Here’s a story I’ve never shared publicly but I shared it with my team this morning and I thought it would be worth sharing with you guys.
Give it a read and I’d love to hear your thoughts.
Love, for Sale
This one’s going to hurt a bit so read this with care: Do not sell the things that you are in love with. Don’t. It’s far too painful and you won’t be a success (at least financially).
When I was a young developer and still very hot in the pants about my own “apps” I learned a very valuable lesson on this dynamic. One of the first places I worked for professionally as a young 14 year old software developer was at Johnson and Johnson, a Fortune 50, Dow 30 company.
At age 14.
I didn’t know diddlysquat but thought I was the cats pajamas. I knew just enough to be an “asset” (not even “valuable asset,” just an “asset”) and they paid me really well for my front-end/back-end ninja-like code (or at least I thought it was).
One of the guys I got to work with was an incredibly brilliant Oracle database engineer and architect. I forget his name because it didn’t matter what his real name was – his nickname, “Guru,” was his real name and that’s all that mattered.
This individual was on contract (40-60 hours per week contract) for about $850 dollars per hour. If you do simple math that’s about $136,000 dollars per month and over $1.6MM per year.
He was cool, collected, had gray hair, and dressed super modestly. He came as he pleased and went whenever he wanted. No one appeared to bother him – yet his influence was everywhere I looked. He came to meetings in what appeared to be a random fashion and ate McDonalds like everyone else.
Yet he was the architect that oversaw the core database to a $60B dollar enterprise. I guess he was worth it.
I got to know him slowly that first year as he wasn’t really available and just smirked everytime he saw me. I eventually was able to (by accident I think) talk with him on a long walk to another building about what he did outside of work (I thought he might play video games or something).
No, he had this other application which he built at home which networked all his physical devices into a common repository of music in a state-of-the-art home stereo system which shamed most mortals.
This was in the mid 90’s. What he had essentially built was Napster before Napster did it and Apple iTunes before Apple did it.
At the time I thought this was amazing. I asked him if he sold it and he told me “No. Never. I’ll never sell the things that I love to do.”
I never forgot it and although at the time I was still so young and very very stupid I thought he was even more stupid for not selling it (or at least letting me have a copy!).
You see, the better you are at your craft, your job, your business, your “thing” the less you seem to confuse external rewards (like money) with the ones that matter. The internal motivations.
Because the things that you love you can’t price well – in other words, emotions cloud and you get too close to the thing that you’re selling. Some people somehow “find” a way, perhaps, but otherwise they aren’t, just an iteration off of what they love to do.
I sell products that I really do like. Do I love them, as in with-all-my-heart-now-and-forever type of love? No way.
But I do love creating value and accelerating people. And I love who I work with more than what we build. You see, I can do that in a number of different ways. I don’t have to sell my love though.
[Image via Creative Commons, mateusz]






Oh boy… you just hit the nail on the head for me. It is very hard to separate. I don’t fall in love with my actual specific projects, but I still have a hard time with pricing, regardless…
Yes, Jon I think it can be healthy to have things in our lives we do simply for the pleasure of doing them. When we monetize an activity, hobby, or product then we lose a little bit of the intended purpose. I’m not sure it always has to be an either or situation but for the most part I think it’s beneficial to have a little more objectivity with what we “sell”.
I once jokingly told my mom, “You Can’t Buy My Love, You Can Only Rent It”
Now that I am working in a profession that I do like, I see it similarly. I.E clients are renting my love of writing. It sets up a feedback loop that keeps me going.
I love writing my blog. It brings me business leads. I write for the clients who appreciate my approach. Then some money is invested into improving the blog. Which in turn helps me land new clients. Repeat.
Interesting. I don’t think I have ever been in love with any particular project I have worked on. However there is one in my head, that I have never found the time to write a single line of code for, that I am contemplating providing on github as an opensource project.
Thanks for sharing Jon.
What instantly jumped to mind for me after reading this was a passage from Steven Pressfield’s, War of Art.
“We do not over-identify with out jobs.” In the passage he talks about the difference between Amateurs and Professionals, in regard to how amateurs can become seriously paralyzed by the over the success and failure of their art. They over-identity (love) it too much.
The amateur can never write that breath taking symphony because he’s too close, he loves it too much, he’s paralyzed with fear that this one piece will define him. His avocation is what defines him.
My apologizes Jon if that’s completely missing the point, but damn it hit me hard when I read your story.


Return all the entries exactly, keeping pictures out.

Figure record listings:
#####
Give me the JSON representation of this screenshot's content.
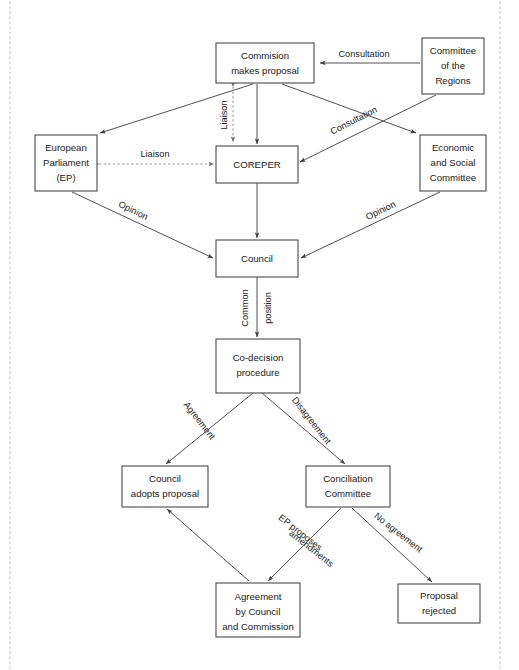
{
  "diagram": {
    "colors": {
      "box_stroke": "#4a4a4a",
      "box_fill": "#ffffff",
      "edge_solid": "#3d3d3d",
      "edge_dashed": "#8a8a8a",
      "text": "#1a1a1a",
      "frame_dots": "#d8d8d8"
    },
    "nodes": [
      {
        "id": "commission",
        "lines": [
          "Commision",
          "makes proposal"
        ],
        "x": 216,
        "y": 43,
        "w": 98,
        "h": 40
      },
      {
        "id": "committee_regions",
        "lines": [
          "Committee",
          "of the",
          "Regions"
        ],
        "x": 422,
        "y": 38,
        "w": 62,
        "h": 56
      },
      {
        "id": "european_parliament",
        "lines": [
          "European",
          "Parliament",
          "(EP)"
        ],
        "x": 35,
        "y": 135,
        "w": 62,
        "h": 56
      },
      {
        "id": "coreper",
        "lines": [
          "COREPER"
        ],
        "x": 216,
        "y": 146,
        "w": 82,
        "h": 37
      },
      {
        "id": "economic_social",
        "lines": [
          "Economic",
          "and Social",
          "Committee"
        ],
        "x": 420,
        "y": 135,
        "w": 66,
        "h": 56
      },
      {
        "id": "council",
        "lines": [
          "Council"
        ],
        "x": 216,
        "y": 240,
        "w": 82,
        "h": 37
      },
      {
        "id": "codecision",
        "lines": [
          "Co-decision",
          "procedure"
        ],
        "x": 216,
        "y": 339,
        "w": 84,
        "h": 54
      },
      {
        "id": "council_adopts",
        "lines": [
          "Council",
          "adopts proposal"
        ],
        "x": 122,
        "y": 466,
        "w": 86,
        "h": 41
      },
      {
        "id": "conciliation",
        "lines": [
          "Conciliation",
          "Committee"
        ],
        "x": 306,
        "y": 466,
        "w": 84,
        "h": 41
      },
      {
        "id": "agreement_cc",
        "lines": [
          "Agreement",
          "by Council",
          "and Commission"
        ],
        "x": 216,
        "y": 583,
        "w": 84,
        "h": 54
      },
      {
        "id": "proposal_rejected",
        "lines": [
          "Proposal",
          "rejected"
        ],
        "x": 398,
        "y": 584,
        "w": 82,
        "h": 39
      }
    ],
    "edges": [
      {
        "id": "regions-to-commission",
        "label": "Consultation",
        "style": "solid",
        "rotation": 0
      },
      {
        "id": "commission-to-ep",
        "label": "",
        "style": "solid",
        "rotation": 0
      },
      {
        "id": "commission-to-coreper",
        "label": "",
        "style": "solid",
        "rotation": 0
      },
      {
        "id": "coreper-commission-liaison",
        "label": "Liaison",
        "style": "dashed",
        "rotation": -90
      },
      {
        "id": "ep-coreper-liaison",
        "label": "Liaison",
        "style": "dashed",
        "rotation": 0
      },
      {
        "id": "commission-to-economic",
        "label": "Consultation",
        "style": "solid",
        "rotation": -27
      },
      {
        "id": "regions-to-coreper",
        "label": "",
        "style": "solid",
        "rotation": 0
      },
      {
        "id": "ep-to-council",
        "label": "Opinion",
        "style": "solid",
        "rotation": 26
      },
      {
        "id": "economic-to-council",
        "label": "Opinion",
        "style": "solid",
        "rotation": -26
      },
      {
        "id": "coreper-to-council",
        "label": "",
        "style": "solid",
        "rotation": 0
      },
      {
        "id": "council-to-codecision",
        "label": "Common position",
        "style": "solid",
        "rotation": -90
      },
      {
        "id": "codecision-to-adopts",
        "label": "Agreement",
        "style": "solid",
        "rotation": 52
      },
      {
        "id": "codecision-to-conciliation",
        "label": "Disagreement",
        "style": "solid",
        "rotation": 52
      },
      {
        "id": "conciliation-to-agreement",
        "label": "EP proposes amendments",
        "style": "solid",
        "rotation": 38
      },
      {
        "id": "conciliation-to-rejected",
        "label": "No agreement",
        "style": "solid",
        "rotation": 38
      },
      {
        "id": "agreement-to-adopts",
        "label": "",
        "style": "solid",
        "rotation": 0
      }
    ],
    "edge_labels": {
      "consultation_regions": "Consultation",
      "consultation_economic": "Consultation",
      "liaison_vertical": "Liaison",
      "liaison_horizontal": "Liaison",
      "opinion_left": "Opinion",
      "opinion_right": "Opinion",
      "common": "Common",
      "position": "position",
      "agreement": "Agreement",
      "disagreement": "Disagreement",
      "ep_proposes": "EP proposes",
      "amendments": "amendments",
      "no_agreement": "No agreement"
    },
    "node_text": {
      "commission_l1": "Commision",
      "commission_l2": "makes proposal",
      "regions_l1": "Committee",
      "regions_l2": "of the",
      "regions_l3": "Regions",
      "ep_l1": "European",
      "ep_l2": "Parliament",
      "ep_l3": "(EP)",
      "coreper_l1": "COREPER",
      "economic_l1": "Economic",
      "economic_l2": "and Social",
      "economic_l3": "Committee",
      "council_l1": "Council",
      "codecision_l1": "Co-decision",
      "codecision_l2": "procedure",
      "adopts_l1": "Council",
      "adopts_l2": "adopts proposal",
      "conciliation_l1": "Conciliation",
      "conciliation_l2": "Committee",
      "agreement_l1": "Agreement",
      "agreement_l2": "by Council",
      "agreement_l3": "and Commission",
      "rejected_l1": "Proposal",
      "rejected_l2": "rejected"
    }
  }
}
#####
▶ **EXERCISE RESULT**
Give me the JSON representation of this screenshot's content.
{
  "diagram": {
    "colors": {
      "box_stroke": "#4a4a4a",
      "box_fill": "#ffffff",
      "edge_solid": "#3d3d3d",
      "edge_dashed": "#8a8a8a",
      "text": "#1a1a1a",
      "frame_dots": "#d8d8d8"
    },
    "nodes": [
      {
        "id": "commission",
        "lines": [
          "Commision",
          "makes proposal"
        ],
        "x": 216,
        "y": 43,
        "w": 98,
        "h": 40
      },
      {
        "id": "committee_regions",
        "lines": [
          "Committee",
          "of the",
          "Regions"
        ],
        "x": 422,
        "y": 38,
        "w": 62,
        "h": 56
      },
      {
        "id": "european_parliament",
        "lines": [
          "European",
          "Parliament",
          "(EP)"
        ],
        "x": 35,
        "y": 135,
        "w": 62,
        "h": 56
      },
      {
        "id": "coreper",
        "lines": [
          "COREPER"
        ],
        "x": 216,
        "y": 146,
        "w": 82,
        "h": 37
      },
      {
        "id": "economic_social",
        "lines": [
          "Economic",
          "and Social",
          "Committee"
        ],
        "x": 420,
        "y": 135,
        "w": 66,
        "h": 56
      },
      {
        "id": "council",
        "lines": [
          "Council"
        ],
        "x": 216,
        "y": 240,
        "w": 82,
        "h": 37
      },
      {
        "id": "codecision",
        "lines": [
          "Co-decision",
          "procedure"
        ],
        "x": 216,
        "y": 339,
        "w": 84,
        "h": 54
      },
      {
        "id": "council_adopts",
        "lines": [
          "Council",
          "adopts proposal"
        ],
        "x": 122,
        "y": 466,
        "w": 86,
        "h": 41
      },
      {
        "id": "conciliation",
        "lines": [
          "Conciliation",
          "Committee"
        ],
        "x": 306,
        "y": 466,
        "w": 84,
        "h": 41
      },
      {
        "id": "agreement_cc",
        "lines": [
          "Agreement",
          "by Council",
          "and Commission"
        ],
        "x": 216,
        "y": 583,
        "w": 84,
        "h": 54
      },
      {
        "id": "proposal_rejected",
        "lines": [
          "Proposal",
          "rejected"
        ],
        "x": 398,
        "y": 584,
        "w": 82,
        "h": 39
      }
    ],
    "edges": [
      {
        "id": "regions-to-commission",
        "label": "Consultation",
        "style": "solid",
        "rotation": 0
      },
      {
        "id": "commission-to-ep",
        "label": "",
        "style": "solid",
        "rotation": 0
      },
      {
        "id": "commission-to-coreper",
        "label": "",
        "style": "solid",
        "rotation": 0
      },
      {
        "id": "coreper-commission-liaison",
        "label": "Liaison",
        "style": "dashed",
        "rotation": -90
      },
      {
        "id": "ep-coreper-liaison",
        "label": "Liaison",
        "style": "dashed",
        "rotation": 0
      },
      {
        "id": "commission-to-economic",
        "label": "Consultation",
        "style": "solid",
        "rotation": -27
      },
      {
        "id": "regions-to-coreper",
        "label": "",
        "style": "solid",
        "rotation": 0
      },
      {
        "id": "ep-to-council",
        "label": "Opinion",
        "style": "solid",
        "rotation": 26
      },
      {
        "id": "economic-to-council",
        "label": "Opinion",
        "style": "solid",
        "rotation": -26
      },
      {
        "id": "coreper-to-council",
        "label": "",
        "style": "solid",
        "rotation": 0
      },
      {
        "id": "council-to-codecision",
        "label": "Common position",
        "style": "solid",
        "rotation": -90
      },
      {
        "id": "codecision-to-adopts",
        "label": "Agreement",
        "style": "solid",
        "rotation": 52
      },
      {
        "id": "codecision-to-conciliation",
        "label": "Disagreement",
        "style": "solid",
        "rotation": 52
      },
      {
        "id": "conciliation-to-agreement",
        "label": "EP proposes amendments",
        "style": "solid",
        "rotation": 38
      },
      {
        "id": "conciliation-to-rejected",
        "label": "No agreement",
        "style": "solid",
        "rotation": 38
      },
      {
        "id": "agreement-to-adopts",
        "label": "",
        "style": "solid",
        "rotation": 0
      }
    ],
    "edge_labels": {
      "consultation_regions": "Consultation",
      "consultation_economic": "Consultation",
      "liaison_vertical": "Liaison",
      "liaison_horizontal": "Liaison",
      "opinion_left": "Opinion",
      "opinion_right": "Opinion",
      "common": "Common",
      "position": "position",
      "agreement": "Agreement",
      "disagreement": "Disagreement",
      "ep_proposes": "EP proposes",
      "amendments": "amendments",
      "no_agreement": "No agreement"
    },
    "node_text": {
      "commission_l1": "Commision",
      "commission_l2": "makes proposal",
      "regions_l1": "Committee",
      "regions_l2": "of the",
      "regions_l3": "Regions",
      "ep_l1": "European",
      "ep_l2": "Parliament",
      "ep_l3": "(EP)",
      "coreper_l1": "COREPER",
      "economic_l1": "Economic",
      "economic_l2": "and Social",
      "economic_l3": "Committee",
      "council_l1": "Council",
      "codecision_l1": "Co-decision",
      "codecision_l2": "procedure",
      "adopts_l1": "Council",
      "adopts_l2": "adopts proposal",
      "conciliation_l1": "Conciliation",
      "conciliation_l2": "Committee",
      "agreement_l1": "Agreement",
      "agreement_l2": "by Council",
      "agreement_l3": "and Commission",
      "rejected_l1": "Proposal",
      "rejected_l2": "rejected"
    }
  }
}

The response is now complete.